(Beginning of Provided information)
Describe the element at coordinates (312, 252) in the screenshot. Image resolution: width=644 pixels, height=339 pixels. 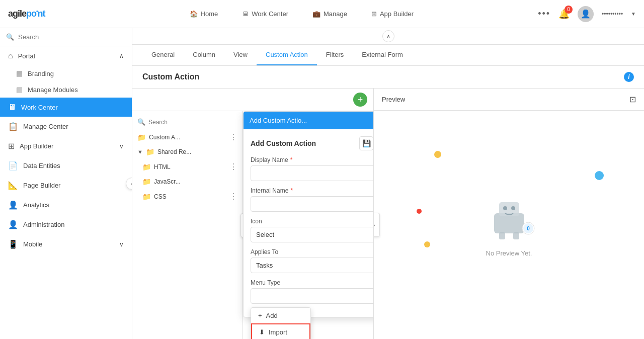
I see `form-label-applies-to: Applies To` at that location.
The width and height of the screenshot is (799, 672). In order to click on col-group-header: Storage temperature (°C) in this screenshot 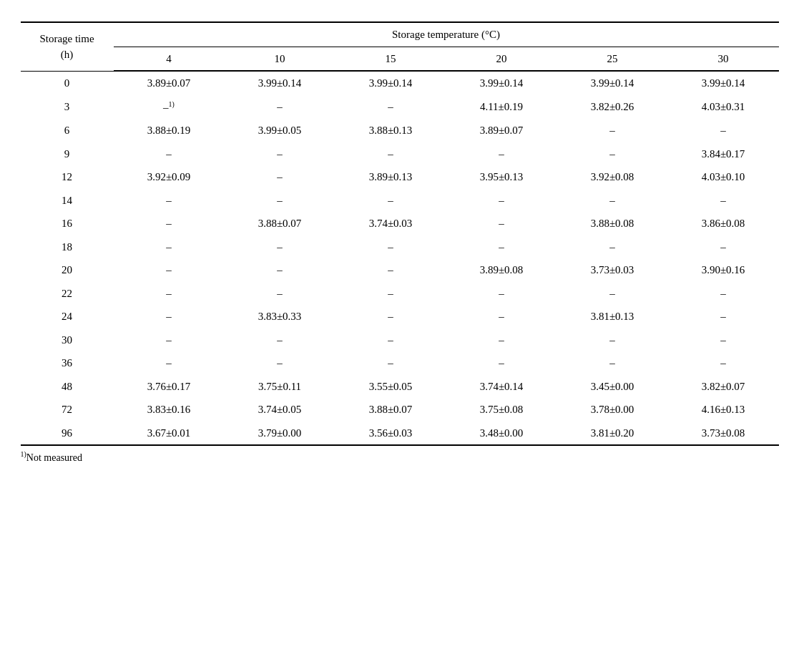, I will do `click(446, 34)`.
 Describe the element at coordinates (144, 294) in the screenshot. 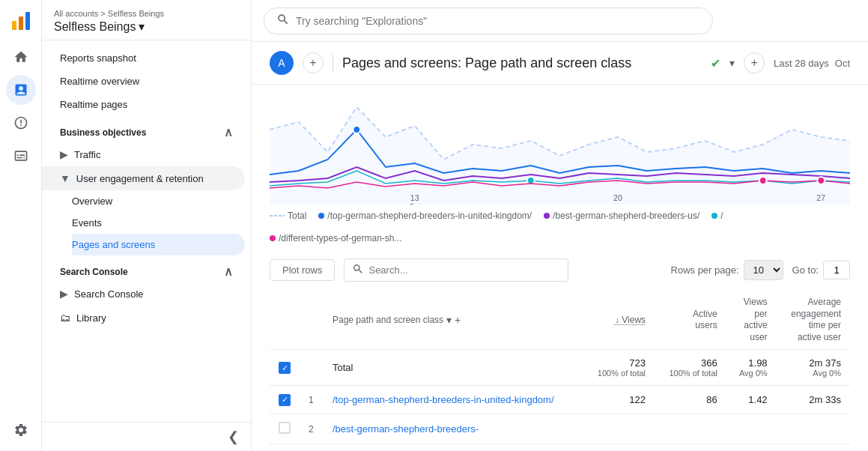

I see `sidebar-item-search-console: ▶ Search Console` at that location.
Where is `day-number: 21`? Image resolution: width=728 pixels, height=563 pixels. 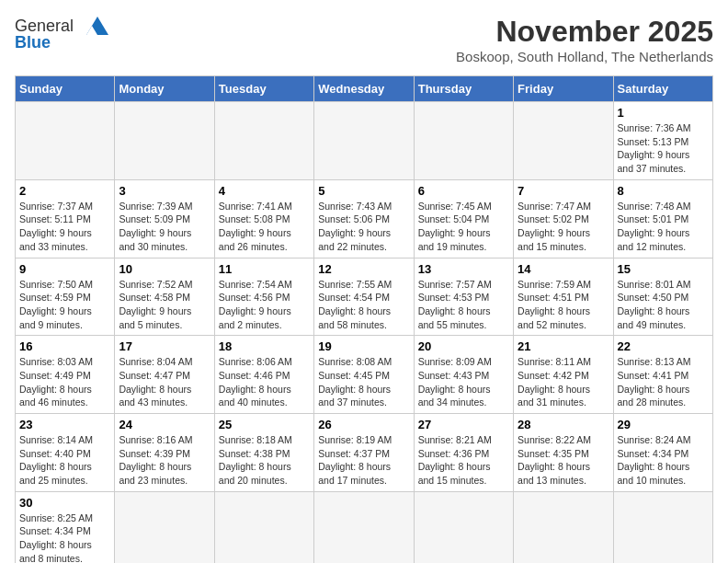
(End of Provided information)
No pictures belong in the output. Restate word for word only the lines from the one containing "Describe the element at coordinates (144, 294)" to the end of the entries above.

Response to the task
 Describe the element at coordinates (144, 294) in the screenshot. 

I see `sidebar-item-search-console: ▶ Search Console` at that location.
Where is `day-number: 21`? Image resolution: width=728 pixels, height=563 pixels. 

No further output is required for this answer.